Why dwindling snow in mountains east of Modesto should startle everyone
When we’re warned that someday there won’t be much snow in mountains east of Modesto, we may think of how we’ll miss tubing with the kids on snowy patches by Long Barn, Strawberry or Spicer, or at Leland Snow Play near Pinecrest.
Reduced snow would mean fewer skiing days at Dodge Ridge or Bear Valley.
But climate change will affect more than just those looking for snow recreation. All of our lives will be touched, because all of us drink water and eat food requiring water to grow.
Everyone who has had a glass of water from taps in Modesto, Salida, Empire, Grayson, Del Rio and parts of Ceres and Turlock since 1994 has drunk water from the Sierra Nevada. That year, Modesto started buying treated Tuolumne River water and mixing it with about the same amount of groundwater to deliver to customers in those cities and towns.
Manteca, Lathrop and Tracy do the same with Stanislaus River water, which also comes from the mountains, and Turlock and Ceres soon will with Tuolumne water, which also slakes San Francisco’s thirst. In all, snowpack provides about 30% of California’s drinking water.
And almost all farmers here and throughout the entire Central Valley rely at least in part on water from rivers. It starts with winter snowpack melting into streams captured by foothill reservoirs for gradual river release as needed by crops and orchards in the spring, summer and fall.
Almonds, walnuts, cherries, peaches, corn, cabbage — everything we grow and ship all over the country, and in some cases all over the world — starts with snow in the mountains.
So studies predicting substantial reduction in snowpack shouldn’t bother just sledding or snowboarding weekend warriors. Such reports ought to concern people who hunt, fish, boat, raft, farm, bathe, eat or drink. In short, all of us.
A Central Valley warning
While attending a land-use symposium for journalists at Harvard University in 2008, I was startled when a science professor predicted this exact scenario during an eye-opening presentation on climate change. Everyone called it global warming back then, because of Al Gore’s “An Inconvenient Truth” documentary, which had come out two years before.
I remember staring at the slideshow screen as this professor showed a model of disappearing snowpack on the other side of the continent from my seat in Massachusetts — the Sierra Nevada range. My — our — back yard, playground, and life source.
Fast forward 13 years to a few days ago, when Lawrence Berkeley Laboratory released a sober study with a similar prediction, only this time with actual dates, assuming earth conditions and carbon emissions continue as they have. Much of the Sierra could experience five consecutive years of little snow in just 25 years, and 10 straights years of mountain drought by the late 2050s, the study says.
That would be ruinous and catastrophic for the Valley and beyond.
The team of scientists didn’t produce the study, published in the November edition of the journal Nature Reviews Earth & Environment, to scare us. They’re just saying what all signs point to, and suggesting we get ready.
We’re already affected. The current drought has dropped California reservoirs to perilously low levels. State officials on Wednesday warned city dwellers to brace for mandatory reductions in home water use. We had enough surprisingly heavy October snow this year for some ski resorts to open, but nothing since. Snowfall usually closes the Highway 108 Sonora Pass by November and it has remained open past Christmas only once in the past 14 years; right now, it’s dry and open.
These swings are noteworthy for their unpredictability. It’s really hard for water managers to do their jobs right when they can’t count on the weather.
Preparing for less snow
As the climate warms, water won’t just disappear from the atmosphere, but will come more in rain than snow. That’s why Modesto’s Vance Kennedy, a retired U.S. Geological Survey scientist, for years has been advocating groundwater recharge, or beefing up our ability to store water below the surface.
Several politicians for decades have argued for above-ground storage, or dams and reservoirs, with very limited success. Opposition from the environmental lobby, which often has the law on its side, has proven an exceptionally tough nut to crack.
More water agencies up and down the state should embrace aerial snow surveys, like the Turlock and Modesto irrigation districts have. Airborne Snow Observatory technology, developed at the NASA Jet Propulsion Laboratory, predicts water content in the snowpack with 97% accuracy, giving water managers a stronger planning tool each spring. The old way of measuring, with snowshoes and aluminum tubes, can be off 30% to 50%.
Shrinking snowpack is a mind-bender, for sure. Makes all the things written by me and my predecessors about California’s water wars, with attendant negotiations and decades-long strife and lawsuits, pale in comparative importance. If there’s little or no water, what are we fighting over?
The battle will go on, of course, because our economy and well-being depend on continued access to water, and we can’t let the wealthy and powerful bully it from us.
But we had also better do more — much, much more — to better measure and store the precious lifeblood we can’t do without, before it’s too late.
We’ve been warned. Now is the time to act.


▸ **WHAT IS BEING ASKED**
Write out each line of the entries below that holds the word "JSON".

▸ **EXTRACTED RECORDS**
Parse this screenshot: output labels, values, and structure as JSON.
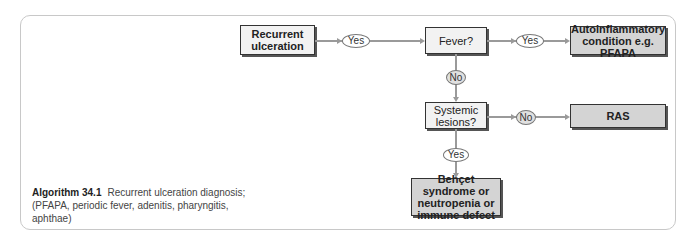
{
  "diagram": {
    "nodes": {
      "recurrent": {
        "label": "Recurrent ulceration"
      },
      "fever": {
        "label": "Fever?"
      },
      "autoinflammatory": {
        "label": "Autoinflammatory condition e.g. PFAPA"
      },
      "systemic": {
        "label": "Systemic lesions?"
      },
      "ras": {
        "label": "RAS"
      },
      "behcet": {
        "label": "Behçet syndrome or neutropenia or immune defect"
      }
    },
    "edges": {
      "recurrent_to_fever": "Yes",
      "fever_to_autoinflammatory": "Yes",
      "fever_to_systemic": "No",
      "systemic_to_ras": "No",
      "systemic_to_behcet": "Yes"
    }
  },
  "caption": {
    "label": "Algorithm 34.1",
    "text": "Recurrent ulceration diagnosis; (PFAPA, periodic fever, adenitis, pharyngitis, aphthae)"
  },
  "colors": {
    "terminal_fill": "#d4d4d4",
    "decision_fill": "#f2f2f2",
    "connector": "#9a9a9a"
  }
}
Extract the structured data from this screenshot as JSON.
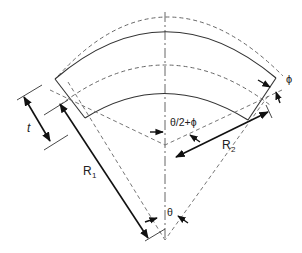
{
  "diagram": {
    "labels": {
      "thickness": "t",
      "radius1_main": "R",
      "radius1_sub": "1",
      "radius2_main": "R",
      "radius2_sub": "2",
      "angle_half": "θ/2+ϕ",
      "angle_theta": "θ",
      "angle_phi": "ϕ"
    },
    "colors": {
      "solid_line": "#333333",
      "dashed_line": "#666666",
      "arrow": "#111111",
      "text": "#222222"
    }
  }
}
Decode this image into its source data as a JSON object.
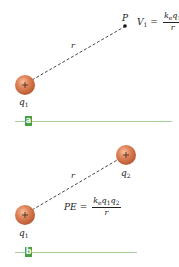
{
  "panels": [
    {
      "id": "a",
      "badge": "a",
      "charges": [
        {
          "symbol": "+",
          "label_base": "q",
          "label_sub": "1",
          "cx": 25,
          "cy": 85
        }
      ],
      "point": {
        "label": "P",
        "x": 125,
        "y": 26
      },
      "distance_label": "r",
      "equation": {
        "lhs_base": "V",
        "lhs_sub": "1",
        "op": "=",
        "numerator": "k",
        "numerator_sub_e": "e",
        "numerator_q": "q",
        "numerator_q_sub": "1",
        "denominator": "r"
      }
    },
    {
      "id": "b",
      "badge": "b",
      "charges": [
        {
          "symbol": "+",
          "label_base": "q",
          "label_sub": "1",
          "cx": 25,
          "cy": 215
        },
        {
          "symbol": "+",
          "label_base": "q",
          "label_sub": "2",
          "cx": 126,
          "cy": 155
        }
      ],
      "distance_label": "r",
      "equation": {
        "lhs": "PE",
        "op": "=",
        "numerator": "k",
        "numerator_sub_e": "e",
        "numerator_q1": "q",
        "numerator_q1_sub": "1",
        "numerator_q2": "q",
        "numerator_q2_sub": "2",
        "denominator": "r"
      }
    }
  ],
  "colors": {
    "charge_fill": "#d9784a",
    "charge_highlight": "#f4b48c",
    "badge": "#4a9e45",
    "baseline": "#a8d29a",
    "dash": "#333333"
  }
}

▸ **ANSWER BOX**
Parse this screenshot: output labels, values, and structure as JSON.
Extract the structured data from this screenshot as JSON.
Decode this image into its source data as a JSON object.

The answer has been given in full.